The next time someone hooks you up to a sleep study, those sensors tracking your brain waves and heartbeat may not just be looking for snoring problems. They could be capturing something far more revealing: a physiological signature that can forecast whether you’ll develop Parkinson’s disease, suffer a heart attack, or face dementia, sometimes years before any symptoms appear.
Stanford Medicine researchers built an AI system called SleepFM that analyzes a single night of polysomnography data and predicts risk for 130 different diseases. Published January 6 in Nature Medicine, the model was trained on nearly 600,000 hours of overnight recordings from roughly 65,000 people. Unlike traditional sleep analysis, which cherry-picks a handful of measurements to diagnose disorders like apnea, SleepFM devours everything: brain activity, heart rhythms, breathing patterns, muscle movements, eye tracking. The rest of that data usually sits ignored in medical files.
Most striking is the accuracy. For Parkinson’s disease, the model hit a concordance index of 0.89—meaning it correctly ranked who would develop the condition first about 89 percent of the time. Dementia scored 0.85. Heart attacks, 0.81. Even mortality from any cause reached 0.84. The concordance index measures predictive ranking, where 0.5 is random chance and 1.0 is perfect foresight.
Teaching Machines the Grammar of Sleep
The team treated sleep recordings like sentences in a language. They chopped each night into five-second segments and trained SleepFM to learn how different body systems coordinate—or fail to coordinate—over eight hours. It’s what AI researchers call a foundation model, the same architecture behind systems like ChatGPT, except this one learned physiology instead of words.
To sharpen the model’s understanding, the team would hide one data stream (say, heart rate) and challenge it to reconstruct the missing signal using everything else. This forced SleepFM to grasp how brain waves, breathing, and cardiac activity interlock during normal sleep. When those relationships broke down—a brain in deep sleep paired with a racing heart, for instance—the model flagged it as a warning sign.
“We record an amazing number of signals when we study sleep. It’s a kind of general physiology that we study for eight hours in a subject who’s completely captive. It’s very data rich,” Emmanuel Mignot explains.
After confirming SleepFM could handle standard tasks like identifying sleep stages, the researchers linked decades of electronic health records to the sleep data. They tested more than 1,000 disease categories. The model found meaningful patterns for 130 of them, spanning cancers, pregnancy complications, circulatory diseases, and mental health disorders.
When the Body’s Orchestra Plays Out of Tune
Different signals mattered for different diseases. Brain activity proved most predictive for neurological and psychiatric conditions. Heart signals dominated cardiovascular forecasts. Breathing patterns flagged respiratory and metabolic risks. But combining all streams together consistently outperformed any single measurement.
The model doesn’t yet explain its reasoning in clinical language, and the data came largely from people already referred for sleep studies rather than a general population sample. Still, the findings suggest sleep contains vastly more information about long-term health than medicine currently extracts. As wearables expand beyond step counting into continuous physiological monitoring, models like SleepFM could eventually translate nightly data into early warnings.
Sleep has long been treated as biological downtime. Turns out it might be one of the few windows when the body reveals what’s coming, without the noise of conscious movement or daily stress masking the signal.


Task to complete: Copy every line from the records below that holds the word "Time".

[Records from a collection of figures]
==*==

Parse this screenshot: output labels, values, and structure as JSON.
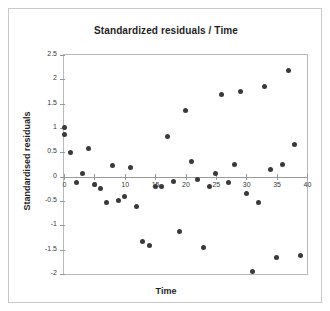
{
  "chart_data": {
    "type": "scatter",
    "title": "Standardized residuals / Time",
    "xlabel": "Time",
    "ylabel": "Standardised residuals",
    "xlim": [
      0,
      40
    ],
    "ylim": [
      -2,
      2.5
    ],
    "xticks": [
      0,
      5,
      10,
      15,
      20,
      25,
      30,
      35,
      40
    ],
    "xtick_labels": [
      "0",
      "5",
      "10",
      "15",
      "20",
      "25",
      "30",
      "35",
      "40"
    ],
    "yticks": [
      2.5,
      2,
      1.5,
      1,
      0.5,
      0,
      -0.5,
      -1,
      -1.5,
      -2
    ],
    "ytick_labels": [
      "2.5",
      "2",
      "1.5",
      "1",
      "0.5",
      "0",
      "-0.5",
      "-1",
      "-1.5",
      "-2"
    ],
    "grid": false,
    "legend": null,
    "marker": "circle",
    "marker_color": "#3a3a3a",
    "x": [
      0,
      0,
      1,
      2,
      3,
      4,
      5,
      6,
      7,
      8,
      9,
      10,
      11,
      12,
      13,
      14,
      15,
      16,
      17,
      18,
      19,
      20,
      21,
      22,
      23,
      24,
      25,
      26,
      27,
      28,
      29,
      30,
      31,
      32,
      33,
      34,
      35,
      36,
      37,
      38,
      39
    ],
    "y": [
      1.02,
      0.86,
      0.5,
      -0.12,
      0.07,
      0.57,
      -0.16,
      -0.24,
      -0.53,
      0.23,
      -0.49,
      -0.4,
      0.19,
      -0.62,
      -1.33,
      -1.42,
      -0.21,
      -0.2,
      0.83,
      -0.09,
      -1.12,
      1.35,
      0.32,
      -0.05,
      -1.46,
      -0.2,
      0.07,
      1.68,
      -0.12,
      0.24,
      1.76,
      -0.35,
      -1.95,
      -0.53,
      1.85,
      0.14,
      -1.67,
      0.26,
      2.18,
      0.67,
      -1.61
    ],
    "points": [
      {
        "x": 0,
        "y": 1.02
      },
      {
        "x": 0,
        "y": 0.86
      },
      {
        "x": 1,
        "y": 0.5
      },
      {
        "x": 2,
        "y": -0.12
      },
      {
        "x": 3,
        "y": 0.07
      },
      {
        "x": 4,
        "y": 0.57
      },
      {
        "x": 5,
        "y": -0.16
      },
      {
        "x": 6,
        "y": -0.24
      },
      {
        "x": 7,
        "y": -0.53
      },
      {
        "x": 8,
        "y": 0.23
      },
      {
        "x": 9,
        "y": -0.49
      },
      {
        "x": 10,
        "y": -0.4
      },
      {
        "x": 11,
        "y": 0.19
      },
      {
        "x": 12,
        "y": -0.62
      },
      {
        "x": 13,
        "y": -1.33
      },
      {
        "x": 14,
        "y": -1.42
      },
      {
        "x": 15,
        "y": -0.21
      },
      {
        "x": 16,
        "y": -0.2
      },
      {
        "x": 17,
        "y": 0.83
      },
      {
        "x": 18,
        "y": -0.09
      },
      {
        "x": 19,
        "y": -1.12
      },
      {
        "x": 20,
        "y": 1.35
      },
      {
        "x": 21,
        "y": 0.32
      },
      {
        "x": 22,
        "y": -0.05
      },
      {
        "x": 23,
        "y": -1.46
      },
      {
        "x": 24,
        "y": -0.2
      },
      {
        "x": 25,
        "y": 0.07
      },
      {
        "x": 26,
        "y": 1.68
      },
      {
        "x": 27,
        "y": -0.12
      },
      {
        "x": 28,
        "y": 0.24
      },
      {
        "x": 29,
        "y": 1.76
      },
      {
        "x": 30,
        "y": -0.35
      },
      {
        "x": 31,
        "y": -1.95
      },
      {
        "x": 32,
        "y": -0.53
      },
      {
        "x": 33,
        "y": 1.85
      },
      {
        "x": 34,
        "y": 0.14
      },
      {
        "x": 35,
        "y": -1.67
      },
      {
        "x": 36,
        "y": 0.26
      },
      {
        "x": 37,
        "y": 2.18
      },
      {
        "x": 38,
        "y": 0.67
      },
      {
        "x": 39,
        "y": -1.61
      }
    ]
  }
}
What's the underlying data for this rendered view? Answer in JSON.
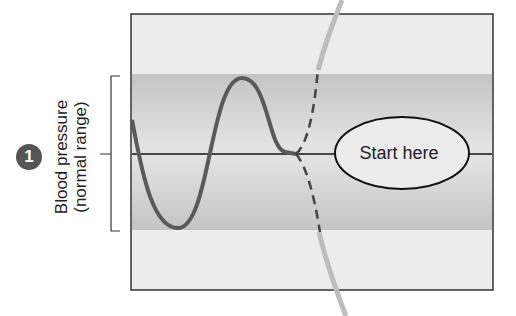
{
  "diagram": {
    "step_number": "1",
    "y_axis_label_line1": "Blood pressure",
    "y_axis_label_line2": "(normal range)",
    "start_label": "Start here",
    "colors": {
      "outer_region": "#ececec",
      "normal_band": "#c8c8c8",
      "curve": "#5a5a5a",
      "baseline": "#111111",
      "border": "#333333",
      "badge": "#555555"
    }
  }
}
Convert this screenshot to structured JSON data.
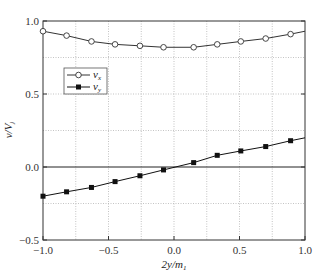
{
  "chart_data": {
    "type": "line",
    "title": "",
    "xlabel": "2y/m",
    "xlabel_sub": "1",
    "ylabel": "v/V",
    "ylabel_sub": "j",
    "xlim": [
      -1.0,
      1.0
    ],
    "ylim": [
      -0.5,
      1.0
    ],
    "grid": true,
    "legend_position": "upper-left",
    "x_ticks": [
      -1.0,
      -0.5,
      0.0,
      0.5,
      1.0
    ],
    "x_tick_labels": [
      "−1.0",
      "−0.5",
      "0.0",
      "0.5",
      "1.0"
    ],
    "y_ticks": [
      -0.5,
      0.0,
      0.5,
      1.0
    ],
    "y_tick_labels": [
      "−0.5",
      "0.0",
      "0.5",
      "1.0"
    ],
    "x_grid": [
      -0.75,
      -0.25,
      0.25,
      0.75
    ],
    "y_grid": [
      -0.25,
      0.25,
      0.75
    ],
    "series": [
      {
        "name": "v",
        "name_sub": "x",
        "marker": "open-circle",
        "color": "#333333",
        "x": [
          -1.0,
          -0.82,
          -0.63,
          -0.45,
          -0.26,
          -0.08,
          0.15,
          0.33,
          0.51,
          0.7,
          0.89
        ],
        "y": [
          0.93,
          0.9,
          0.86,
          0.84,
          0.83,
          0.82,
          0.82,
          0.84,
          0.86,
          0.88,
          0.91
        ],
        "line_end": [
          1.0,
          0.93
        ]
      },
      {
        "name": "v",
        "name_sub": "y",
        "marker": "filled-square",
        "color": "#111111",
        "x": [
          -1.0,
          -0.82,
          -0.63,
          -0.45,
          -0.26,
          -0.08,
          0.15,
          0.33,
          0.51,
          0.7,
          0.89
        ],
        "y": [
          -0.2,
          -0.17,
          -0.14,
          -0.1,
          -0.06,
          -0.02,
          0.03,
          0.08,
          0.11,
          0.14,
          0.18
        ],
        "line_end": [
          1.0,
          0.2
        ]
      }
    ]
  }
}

==*==

Response area:
    "title": "Standardized residuals / Time",
    "xlabel": "Time",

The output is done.